Others have also advocated for Racter’s ‘author’ title. Experimental poet Christian Bök, for one, has provocatively identified The Policeman’s Beard as an “obit for classic poets,” with the birth of Racter using in a new age of “robotpoetics” (10). In Bök’s view, there is no longer a requirement for a human brain to produce a text; anything can be an author. Nevertheless, humans are necessary for system development and maintenance, and are ultimately the ones who select, publish, and distribute generated texts. In what is undoubtedly an effort to be provocative, Bök perpetuates a narrative of unsubstantiated optimism – or pessimism, depending on one’s outlook – resting on an assumption, according to Hubert L. Dreyfus, “that human and mechanical information processing ultimately involve the same elementary processes” (155). However, as Dreyfus rightly argues, human and mechanical information processing systems are distinct from one another in countless and sometimes inexplicable ways. Racter’s zany output pushed the limits of contemporary computational creativity, but Chamberlain and Etter never set out to replace the human author. They simply set out to see what they could get away with. And “[t]he public, though suffering some indigestion, ate it all up” (correspondence with the author).
Conclusion
The Policeman’s Beard made algorithmically authored texts accessible to a general public who, until the book’s publication, had little access to such material. For this reason, The Policeman’s Beard’s importance lies not so much in its literary or technological or literary contributions, but in what it represents in wider cultural contexts. This paper has offered an overview of such contexts. It has featured the voices of some of the humans who developed, distributed, and received The Policeman’s Beard to more firmly root Racter as an ancestor of algorithmic authorship.
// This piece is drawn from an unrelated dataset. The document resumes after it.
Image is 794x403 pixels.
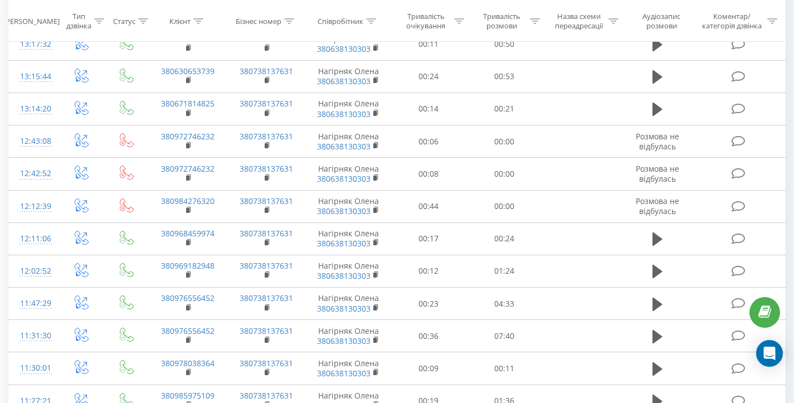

Following Racter’s development, Chamberlain went on to develop a piece of software called GREGORY, which extended Racter’s functionality. Chamberlain introduces GREGORY thus (correspondence with the author):
Before I moved on to other things I wrote GREGORY. It’s a very elaborate Prose Synthesis program full of sound, graphics, speech recognition and synthesis (all these utilities were Microsoft Freeware) and is obviously more “art” than “science.” I wrote it in VB.6 and it has run on every XP system in which it was installed. I thought of it only since you seem to be interested in Prose Synthesis, and GREGORY is if nothing else a tour de force in this promising discipline.
GREGORY is indeed a tour de force: text is rapidly generated in front of the user’s eyes, racy photos pop up on the screen, and Chamberlain’s voice bellows through the speakers. It is a considerably more extravagant and multimodal spectacle than The Policeman’s Beard. But GREGORY warrants another study altogether: one that has its own contexts, but is no less complex and intriguing.